A row has broken out in a North-East village over plans to build a bigger incinerator for burning animal carcasses.
Some residents claim the furnace would create excessive noise, smell and traffic in the tiny village of Charltons, near Guisborough.
But Ted and Jean Noddings, who run the horse and cattle slaughterers J E Noddings & Son, say that because of stringent new regulations following the foot and mouth crisis they have no choice if their business, which has been in the village since the 1920s, is to survive.
Their application for the eight square metre incinerator - twice as big as the one already there - is due to go before the planning committee of the North Yorks National Park Authority on July 11.
Objectors have already collected more than hundred signatures opposing the scheme.
In a letter to the authority, resident Patricia Lucas says people are worried about truckloads of carcasses coming into the village at all hours of day and night.
"The large number of carcasses arriving on the site resulting from the increase in business will certainly give rise to highly unpleasant smells and clouds of flies."
The letter claims the taller chimney would be "a veritable blot on the National Park landscape, impossible to screen".
MP Ashok Kumar has also voiced concern. "There are probably far better places for a plant of this kind in an existing industrial area rather than smack bang next to a small village," he said. But not all villagers are against it.
Alfred Edwards said: "I'm not bothered at all. I wouldn't have thought it would make any difference."
Another villager said Charltons was split between those who supported the Noddings and those who objected to the furnace.
"Many of us have not signed the petition," she said. "It's his livelihood when it comes to it. I don't think it will be that bad."
Mr Noddings said the new EU legislation meant he was no longer able to dissect animals before burning them so a bigger incinerator which could take whole carcasses was necessary.
"It's going to make no difference to the number of carcasses coming to the site. We are not entrepreneurs and we are not trying to make our business any bigger."
His wife added: "We are doing no harm, we are just trying to survive in our business."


From the entries below, return only the lines starting at the one that contains "This screenshot has height=401, width=699." and ending at the one that contains "Image resolution: width=542", exactly as they stand.

┌──

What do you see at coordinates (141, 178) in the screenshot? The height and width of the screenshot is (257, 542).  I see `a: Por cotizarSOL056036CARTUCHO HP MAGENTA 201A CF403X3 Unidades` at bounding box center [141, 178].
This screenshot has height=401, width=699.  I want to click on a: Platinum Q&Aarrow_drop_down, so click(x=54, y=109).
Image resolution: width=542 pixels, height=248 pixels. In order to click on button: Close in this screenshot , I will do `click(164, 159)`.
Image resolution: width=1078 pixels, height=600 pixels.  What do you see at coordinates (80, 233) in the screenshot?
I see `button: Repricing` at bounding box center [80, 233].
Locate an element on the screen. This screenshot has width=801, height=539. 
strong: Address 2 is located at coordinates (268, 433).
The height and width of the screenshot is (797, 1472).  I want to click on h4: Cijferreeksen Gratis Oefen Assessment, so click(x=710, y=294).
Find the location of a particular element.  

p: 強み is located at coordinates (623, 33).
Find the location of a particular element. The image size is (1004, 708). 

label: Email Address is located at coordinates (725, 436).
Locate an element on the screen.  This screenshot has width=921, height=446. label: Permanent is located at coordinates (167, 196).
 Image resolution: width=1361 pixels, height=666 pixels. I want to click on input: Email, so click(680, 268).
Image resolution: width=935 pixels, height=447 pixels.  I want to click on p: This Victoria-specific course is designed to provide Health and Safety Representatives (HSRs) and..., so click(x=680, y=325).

└──

◆ RESULT FOR THIS EXERCISE ◆
This screenshot has height=401, width=699.  I want to click on a: Platinum Q&Aarrow_drop_down, so click(x=54, y=109).
Image resolution: width=542 pixels, height=248 pixels. In order to click on button: Close in this screenshot , I will do `click(164, 159)`.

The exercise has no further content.